Children's Health: Study reveals the hazards of toothbrushes

Canadian researchers find some kids are getting seriously injured while fooling around with brush in mouth

The lowly toothbrush, primarily an instrument of health promotion, has now been found to be an instrument of potentially life-threatening injury in children.

A review of the more than 1.6 million reports to the Canadian Hospitals Injury Reporting and Prevention Program (CHIRPP) between 1990 and 2005 showed that toothbrush injuries are rare, accounting for fewer than one per cent of reports during that time, but the injuries they did cause included potentially serious penetrating trauma.

Health Canada had asked the Public Health Agency of Canada (PHAC) to review reports to the CHIRPP database after it learned of one particular type of toothbrush whose bristles easily broke free and caused choking in some children. CHIRPP is an emergency room-based injury surveillance system operating in 10 pediatric and four general hospitals across Canada.

Steven McFaull, a PHAC research analyst, found 198 toothbrush-related injuries in the database. Nearly 80 per cent occurred in children under the age of five, and most happened when children were fooling around.

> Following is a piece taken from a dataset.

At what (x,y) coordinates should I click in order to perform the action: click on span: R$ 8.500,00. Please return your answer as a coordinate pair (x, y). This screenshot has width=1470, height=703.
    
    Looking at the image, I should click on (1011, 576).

In only 10 per cent of cases, the children were brushing their teeth (or having them brushed) at the time of the injury.

More than two-thirds of the injuries occurred when the children fell or bumped into something while the toothbrush was in their mouth, but there were a few cases in which the entire toothbrush was swallowed.

"In some cases, older teenage girls are trying to induce vomiting, but there are some kids who just actually swallowed the toothbrush and it's not clear what they were doing," McFaull says.

McFaull says PHAC researchers will continue to monitor toothbrush injuries in the CHIRPP database "due to the current market influx of different toothbrush types, including those with batteries."